GIVEN RECORDS
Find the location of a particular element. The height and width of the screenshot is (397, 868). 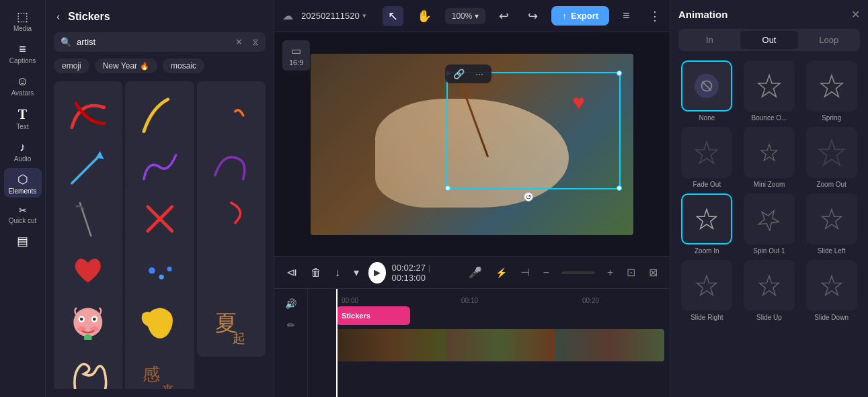

sticker-clip: Stickers is located at coordinates (373, 316).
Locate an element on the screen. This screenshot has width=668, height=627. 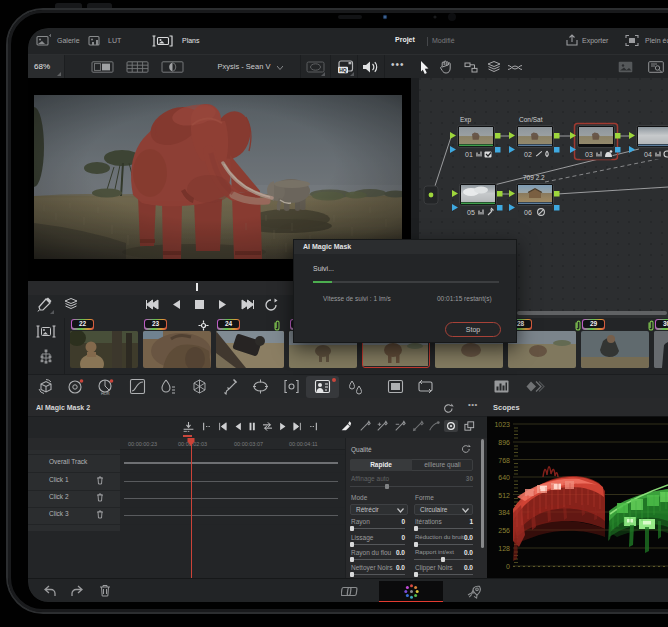
svg-text: 768 is located at coordinates (504, 460).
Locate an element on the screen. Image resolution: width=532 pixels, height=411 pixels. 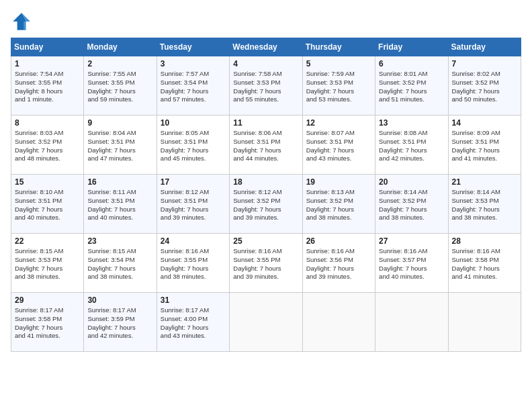
day-number: 10 is located at coordinates (193, 123).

WHAT TO PRODUCE
Drop every picture, then write out the remaining entries above exactly as they appear.

RESPONSE BOX
Find the location of a particular element. The height and width of the screenshot is (397, 868). 

sticker-clip: Stickers is located at coordinates (373, 316).
Locate an element on the screen. This screenshot has width=668, height=627. 
svg-text: 768 is located at coordinates (504, 460).
Locate an element on the screen. Image resolution: width=532 pixels, height=411 pixels. 
day-number: 10 is located at coordinates (193, 123).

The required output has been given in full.